The results are posted in their Election Fraud in America database.
According to the Washington Post, the undertaking was unprecedented: News21 sent more than 2,000 public records requests to elections officials and prosecutors seeking documents detailing allegations of election fraud. The project ended up costing $1,800 in public records fees.
(For perspective, this is a huge project. I led Sunshine Review’s investigation of 152 local governments and the compensation of public employees. Coordinating responses to requests, negotiating fees, analyzing and posting the data was a yearlong process, and a 100% response rate would have taken even longer.)
The project uncovered 2068 cases of election fraud. The most prevalent fraud was Absentee Ballot Fraud with 491 cases comprising 24 percent of total cases.

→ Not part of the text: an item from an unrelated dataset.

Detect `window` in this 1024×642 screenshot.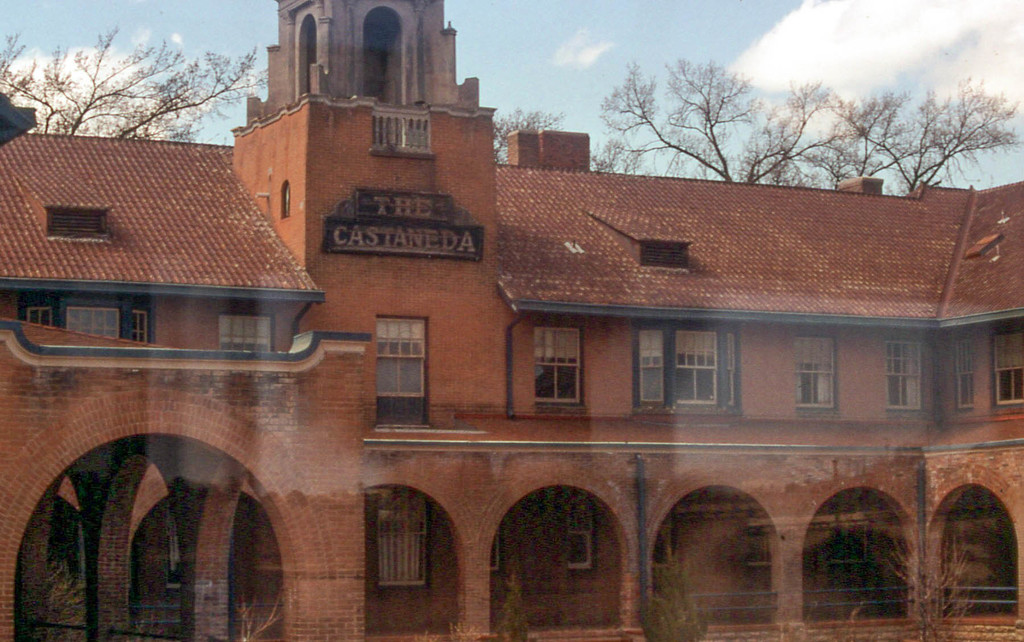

The question News21 was reacting to was the controversy regarding voter ID laws and whether they protect the legitimacy of the voting process or whether they just work to exclude voters. Could voter ID laws have prevented the 2068 cases of uncovered election fraud?
Actually, no. The cases reported to News21 from all the public-records requests cover a dozen different kinds of election illegalities and irregularities. Only one of those categories — impersonation of another voter at a voting place — involves the kind of fraud that Election Day voter ID laws could prevent.